Industry and agency witnesses appeared before the Senate Education Committee on H.650, a bill proposing a registration/certification approach for educational technology and student privacy protections.
Abigail Wilson, representing the State Policy Information Association, told the committee that the bill ‘‘misses the mark' s currently drafted’’ because it risks treating institutional educational technology the same as consumer apps. She said institutional products already operate under a suite of federal requirements (FERPA, COPPA, CIPA, IDEA) and that a new, broad certification layer could duplicate existing oversight, impose compliance costs that drive small providers from the Vermont market, and unintentionally remove tools used as legally required accommodations for students with disabilities.

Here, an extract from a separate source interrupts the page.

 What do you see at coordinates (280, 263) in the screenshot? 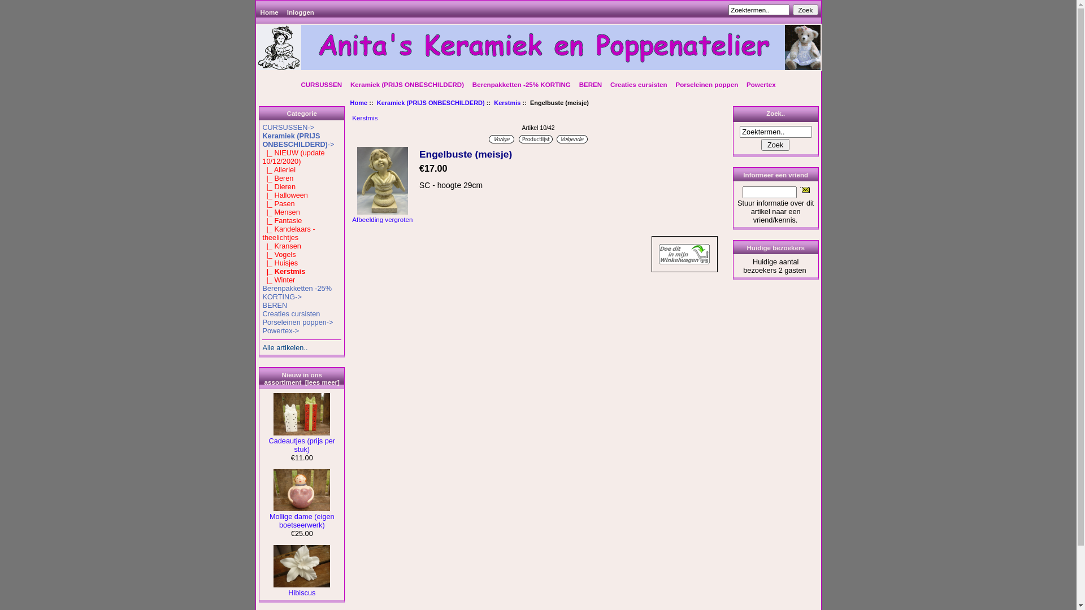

Agency of Education witnesses proposed a two‑track approach. The agency recommended making data‑privacy protections universal by requiring districts to participate in the Vermont Student Data Privacy Alliance/National Data Privacy Agreement framework and by funding statewide implementation support (the agency estimated a benchmark cost of roughly $1 per student). Separately, the agency urged the committee to require an annual survey and a focused study on ed‑tech effectiveness and classroom implementation (with an emphasis on math and English language arts as priorities and oversight of AI platforms used with students).
The agency provided coverage figures for the existing privacy database: it currently includes "active data privacy agreements covering 923 unique educational technology products representing 2,438 individual district vendor agreements across 44 supervisory union districts," and the agency recommended closing gaps in participation rather than building a Vermont‑only certification regime.
District technologists and nonprofit partners representing local technology leads (Walter Ripley and Peter Drescher) supported the agency's approach, emphasizing the value of the piggyback/purchasing model, the need for district capacity and teacher support for implementation, and the risk that a state certification process could be slow and constrain innovation.
Sponsoring members and other legislators acknowledged privacy concerns and asked the agency and industry for draft language that would define key terms (what counts as "educational technology" vs. consumer tools), specify age bands for restricted uses, and prohibit advertising or commercial use of student data in school‑contracted products. The committee requested the agency and witnesses provide follow‑up detail on vendor behavior, advertising and data‑use practices, and examples from other states as the committee refines H.650.
The committee did not vote on H.650; members asked staff to solicit draft language, gather additional witnesses and data, and continue hearings in the coming weeks.
No formal actions were taken during the session.